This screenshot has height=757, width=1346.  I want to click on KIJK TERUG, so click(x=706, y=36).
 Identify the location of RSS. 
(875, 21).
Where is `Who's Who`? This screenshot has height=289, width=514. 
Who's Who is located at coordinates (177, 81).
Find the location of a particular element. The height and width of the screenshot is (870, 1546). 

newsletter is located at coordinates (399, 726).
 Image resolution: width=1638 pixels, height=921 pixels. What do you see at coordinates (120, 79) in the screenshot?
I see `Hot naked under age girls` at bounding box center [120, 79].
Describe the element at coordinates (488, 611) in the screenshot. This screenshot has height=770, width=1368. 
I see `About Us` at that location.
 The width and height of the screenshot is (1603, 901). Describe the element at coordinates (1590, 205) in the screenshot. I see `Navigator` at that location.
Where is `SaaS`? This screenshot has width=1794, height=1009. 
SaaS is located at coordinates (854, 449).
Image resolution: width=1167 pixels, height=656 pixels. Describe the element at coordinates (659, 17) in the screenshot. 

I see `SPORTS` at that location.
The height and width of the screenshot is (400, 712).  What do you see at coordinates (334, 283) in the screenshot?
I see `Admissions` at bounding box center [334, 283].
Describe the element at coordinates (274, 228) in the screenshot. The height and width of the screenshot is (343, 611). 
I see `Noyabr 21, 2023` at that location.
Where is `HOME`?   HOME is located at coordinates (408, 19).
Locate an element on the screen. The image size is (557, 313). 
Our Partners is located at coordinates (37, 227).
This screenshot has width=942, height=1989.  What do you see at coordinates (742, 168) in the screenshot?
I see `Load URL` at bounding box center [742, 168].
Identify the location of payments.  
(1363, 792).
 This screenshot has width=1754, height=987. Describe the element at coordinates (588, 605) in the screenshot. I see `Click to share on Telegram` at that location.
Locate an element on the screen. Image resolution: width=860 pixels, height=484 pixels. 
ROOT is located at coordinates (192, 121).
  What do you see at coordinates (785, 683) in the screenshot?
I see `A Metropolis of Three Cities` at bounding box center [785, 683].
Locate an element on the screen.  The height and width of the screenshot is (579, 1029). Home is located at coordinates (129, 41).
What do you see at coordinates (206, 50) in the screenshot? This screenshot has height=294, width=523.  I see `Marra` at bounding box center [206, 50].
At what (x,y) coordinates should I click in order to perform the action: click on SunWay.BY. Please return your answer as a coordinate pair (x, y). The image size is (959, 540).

***

Task: Copy out the entries. Change nothing.

Written answer:
This screenshot has height=757, width=1346.  I want to click on KIJK TERUG, so click(x=706, y=36).
 Identify the location of RSS. 
(875, 21).
Where is `Who's Who`? This screenshot has height=289, width=514. 
Who's Who is located at coordinates (177, 81).
Find the location of a particular element. The height and width of the screenshot is (870, 1546). 

newsletter is located at coordinates (399, 726).
 Image resolution: width=1638 pixels, height=921 pixels. What do you see at coordinates (120, 79) in the screenshot?
I see `Hot naked under age girls` at bounding box center [120, 79].
Describe the element at coordinates (488, 611) in the screenshot. This screenshot has height=770, width=1368. 
I see `About Us` at that location.
 The width and height of the screenshot is (1603, 901). Describe the element at coordinates (1590, 205) in the screenshot. I see `Navigator` at that location.
Where is `SaaS`? This screenshot has width=1794, height=1009. 
SaaS is located at coordinates (854, 449).
Image resolution: width=1167 pixels, height=656 pixels. Describe the element at coordinates (659, 17) in the screenshot. 

I see `SPORTS` at that location.
The height and width of the screenshot is (400, 712).  What do you see at coordinates (334, 283) in the screenshot?
I see `Admissions` at bounding box center [334, 283].
Describe the element at coordinates (274, 228) in the screenshot. The height and width of the screenshot is (343, 611). 
I see `Noyabr 21, 2023` at that location.
Where is `HOME`?   HOME is located at coordinates (408, 19).
Locate an element on the screen. The image size is (557, 313). 
Our Partners is located at coordinates (37, 227).
This screenshot has width=942, height=1989.  What do you see at coordinates (742, 168) in the screenshot?
I see `Load URL` at bounding box center [742, 168].
Identify the location of payments.  
(1363, 792).
 This screenshot has width=1754, height=987. Describe the element at coordinates (588, 605) in the screenshot. I see `Click to share on Telegram` at that location.
Locate an element on the screen. Image resolution: width=860 pixels, height=484 pixels. 
ROOT is located at coordinates (192, 121).
  What do you see at coordinates (785, 683) in the screenshot?
I see `A Metropolis of Three Cities` at bounding box center [785, 683].
Locate an element on the screen.  The height and width of the screenshot is (579, 1029). Home is located at coordinates (129, 41).
What do you see at coordinates (206, 50) in the screenshot? This screenshot has height=294, width=523.  I see `Marra` at bounding box center [206, 50].
At what (x,y) coordinates should I click in order to perform the action: click on SunWay.BY. Please return your answer as a coordinate pair (x, y). The image size is (959, 540).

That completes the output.